Why This Exhibition Matters
As the director of the Hungarian National Museum, Dr. Gábor Zsigmond, put it at the opening: this discovery provides new, defining data for understanding the society and power structures of the Conquest period in the region between the Danube and Tisza rivers. The lead archaeologist Gábor Wilhelm described it with remarkable poetry: “There is a door, and behind it stands a 1,100-year-old warrior. Fortunately, there was a keyhole in that door, and we were able to look through it. What we saw was a 1,100-year-old moment — and we caught it.”
This is not just a museum exhibition. It is a window into a pivotal chapter of Hungarian history, brought to life through objects of extraordinary beauty and scientific significance.
Plan Your Visit
Everything you need to know before you go:
- Dates: May 8 – June 7, 2026
- Opening hours: Tuesday to Sunday, 10:00–18:00 (closed on Mondays)

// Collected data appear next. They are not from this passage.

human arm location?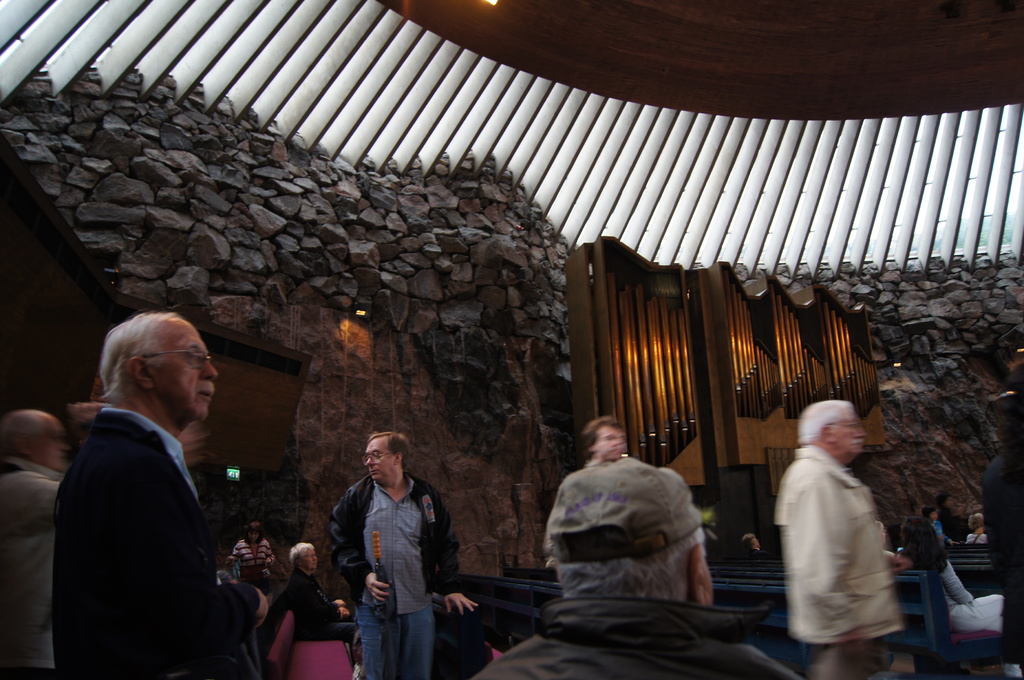
crop(684, 514, 710, 605)
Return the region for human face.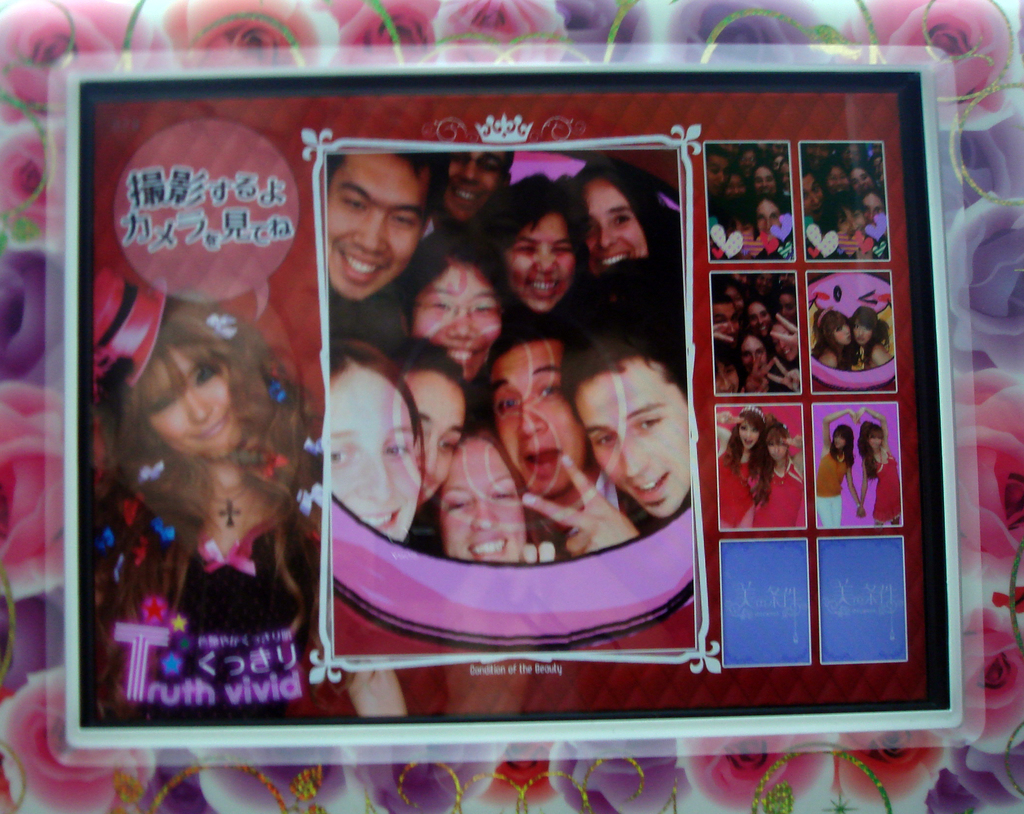
x1=871 y1=429 x2=883 y2=453.
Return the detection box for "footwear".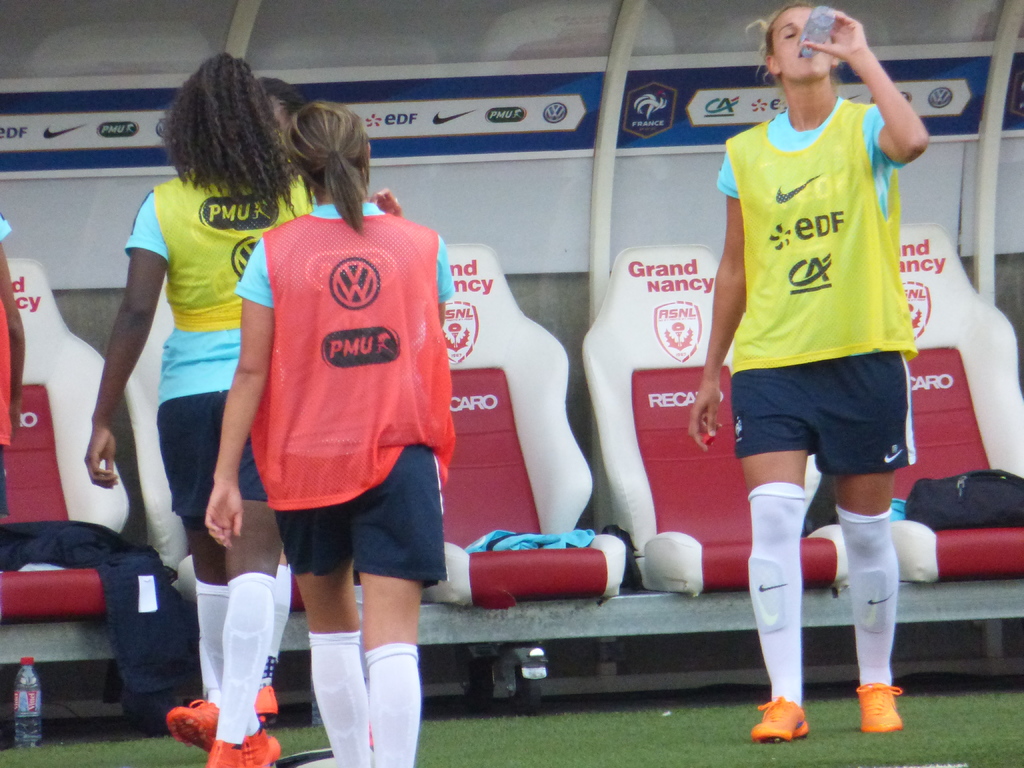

- Location: Hungarian National Museum, Southern Fireplace Room (Déli Kandallóterem), Múzeum körút 14–16, Budapest 1088
- Getting there: A short walk from Kálvin tér metro station (M3 blue line), right in the heart of Pest
- Exhibition format: A focused, intimate showcase — plan for around 30–45 minutes, or longer if you explore the museum’s permanent Conquest period collection while you’re there
- Website: mnm.hu
Don’t Miss It
Exhibitions like this are rare even by the standards of a museum-rich city like Budapest. The Akasztó finds have been studied by an impressive roster of institutions — from ELTE’s archaeogenomics lab to the HUN-REN Institute for Nuclear Research — and the results are still coming in. A documentary series about the discovery is also underway, with the first episode already available. But for now, the best place to experience this story is in person, standing a few centimetres away from a silver belt buckle that once held together the outfit of a teenage warrior riding through the Hungarian plain in the year 925. It doesn’t get much more Budapest than that.